Ian O'Riordan talks to Pad Joe Whelahan about the challenges of his new post with Limerick
Of all the managers who take to the sidelines for this Sunday's opening round of the National Hurling League the one perhaps least envied of all is Pad Joe Whelahan. After more than a decade of repeatedly guiding Birr to the top of club hurling and knowing little else but the good times he steps into the great wide open, a new job in a foreign county where success is now craved as much as demanded.
So what drew Whelahan to Limerick is really a double-barrelled question: Why county management, and why Limerick? He answers both in the same breath "I said I'd have the one crack at it, and I picked a right one, didn't I?"
If Whelahan is feeling any pressure he's certainly not showing it. His predecessor Dave Keane lasted one season despite making history with the Limerick under-21 team, and already there have been some rumblings after Whelahan lost the services of the county's dual players.
Add in Sunday's demanding start against Munster champions Cork, plus the knowledge that the Limerick footballers are riding high in their league, and the spotlight on Whelahan is already at its brightest.
"Of course you want to make a good start," he says, "but pressure is still something you bring on yourself. If you start worrying about it then you have a problem. Look at someone like Brian Cody. He never worries about it.
"It would be better if we weren't facing a team like Cork the first day out, but it's going very well for us so far. We've a good panel of players. But no one is ruled out either. I'll have another big trial on, I think, March 6th and everything is going to be left open this year."
Whelahan also saw the Limerick job as coming along at just the right time: "Well I felt it was either this year, or I wouldn't do any job at all, that I'd be getting too old for it.
"And I have to say the hurling board has backed me up all the way. But then there are two boards down there. A football board and a hurling board, which I didn't realise at first.
"I also have a great back-room team. Declan Nash and Damien Quigley are two great selectors, and everything is very well organised. When I walk into the dressingroom I'm not worried about anything other than the team. And when we come to training the lads have a list for me, with who is training and who is injured."
There's no doubt that Whelahan also viewed Limerick as a team with real potential. "Well, you go back to the years when Offaly won three All-Ireland minors," he says. "We got 15 or 16 hurlers from that time. Some of the finest hurlers we got came through from those years after 1989.
"Last Sunday I had two players hurling in the Gaelic Grounds for the first time, so there are still some good young players coming through.

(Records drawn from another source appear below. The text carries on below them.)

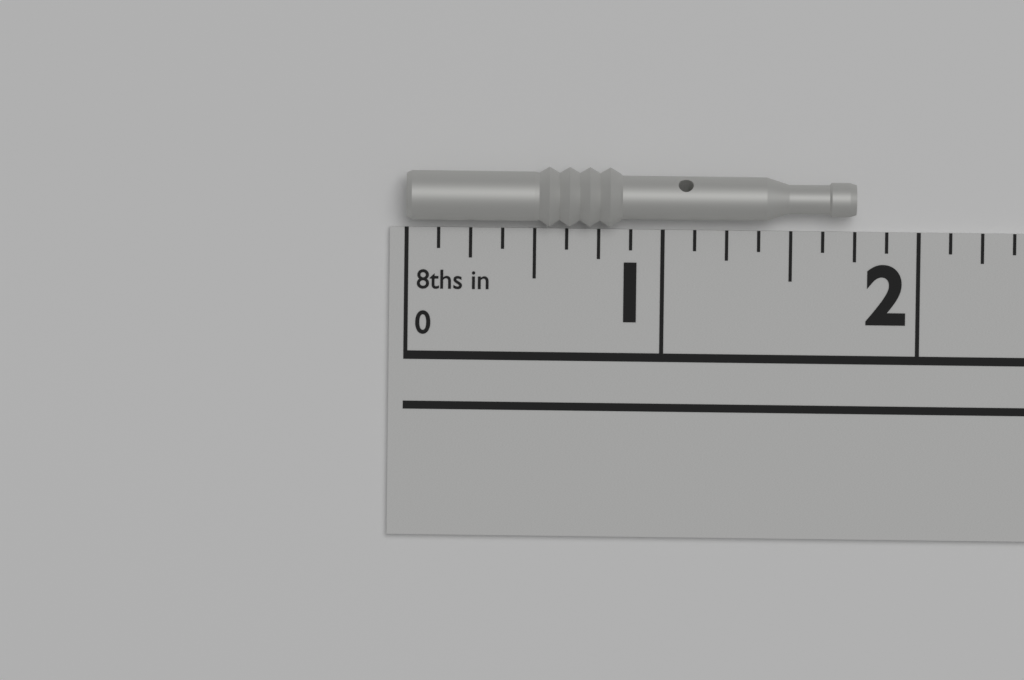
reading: 1.750 in
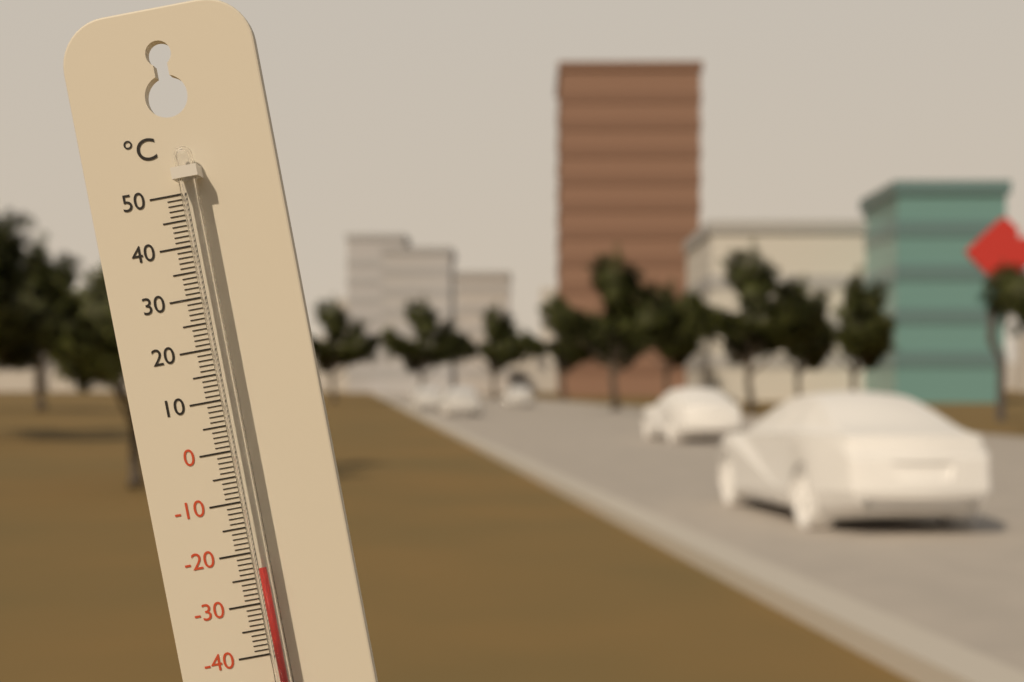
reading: -23 °C
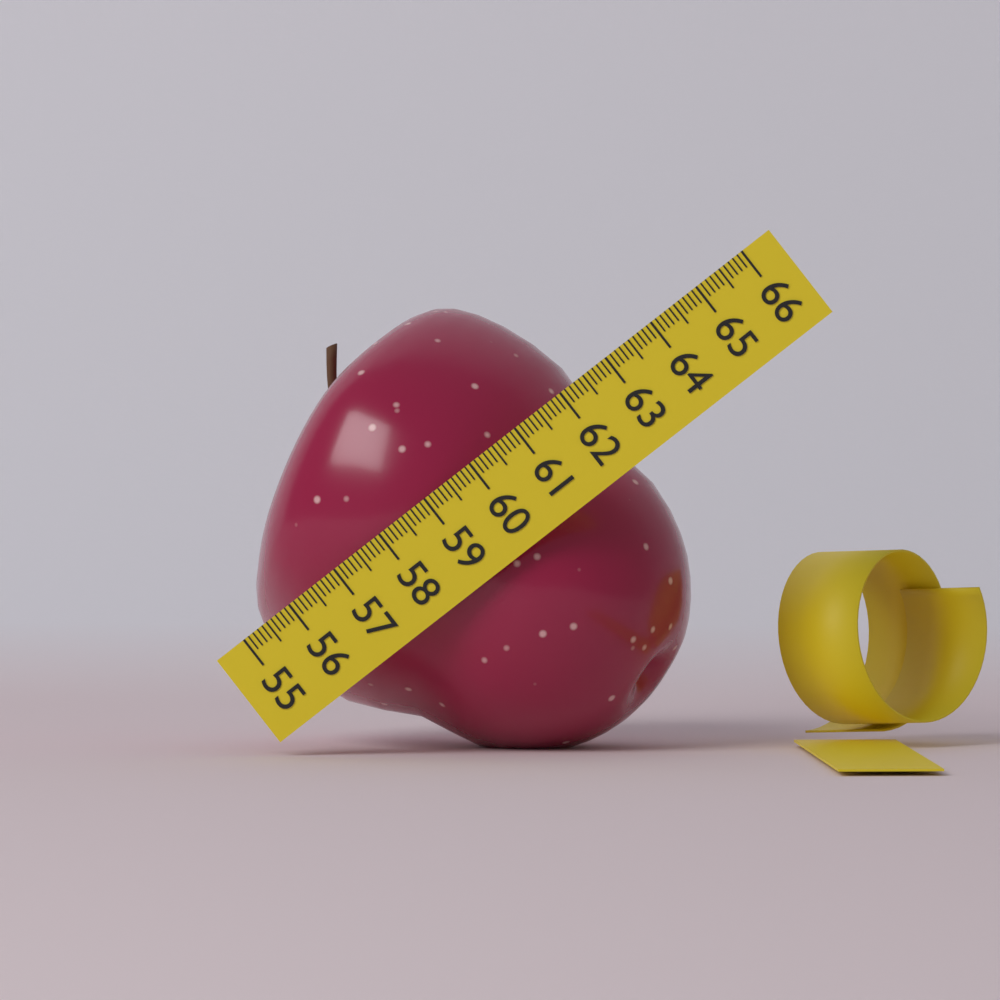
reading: 62.1 (no unit)
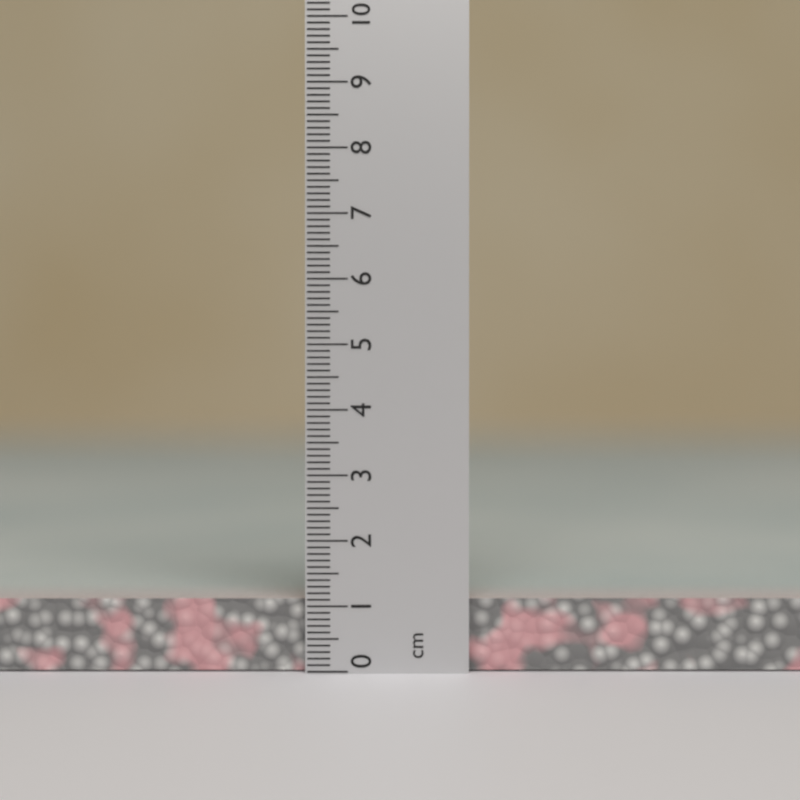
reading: 1.1 cm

But there's a lot of work to do in Limerick, I'll be straight about that. They are a bit off the mark at the moment, not a long ways, but there's a lot of work to be done."
Still, it's not entirely a question of out with the old and in with the new. The captaincy for the year has gone to Ciarán Carey and Whelahan clearly feels the former three-time All Star still has something to offer.
"Well, it was a club decision, in that Patrickswell nominated him. So I had no real say in the matter. But I'd absolutely no problem with it.
"Ciarán turned 34 years of age two weeks ago. So he knows it's his last fling and it's up to himself how he wants to embrace it. But he's a good chap, a very good captain to talk. And I think he's going to put the effort in."
After Sunday's meeting with Cork, things hardly cool down with a game against Tipperary, before Whelahan returns to his native Offaly on March 14th. But he expects every game to offer a different challenge: "I think it will be a good old league, very competitive. With Ken Hogan in Tipperary and Anthony Daly in Clare. I'd watch Clare now because they're not looking too bad. And Tipperary will be knocking at the door again."
l Offaly footballer Cathal Daly was mistakenly included in yesterday's list of players sent off in the opening rounds of the National Football League.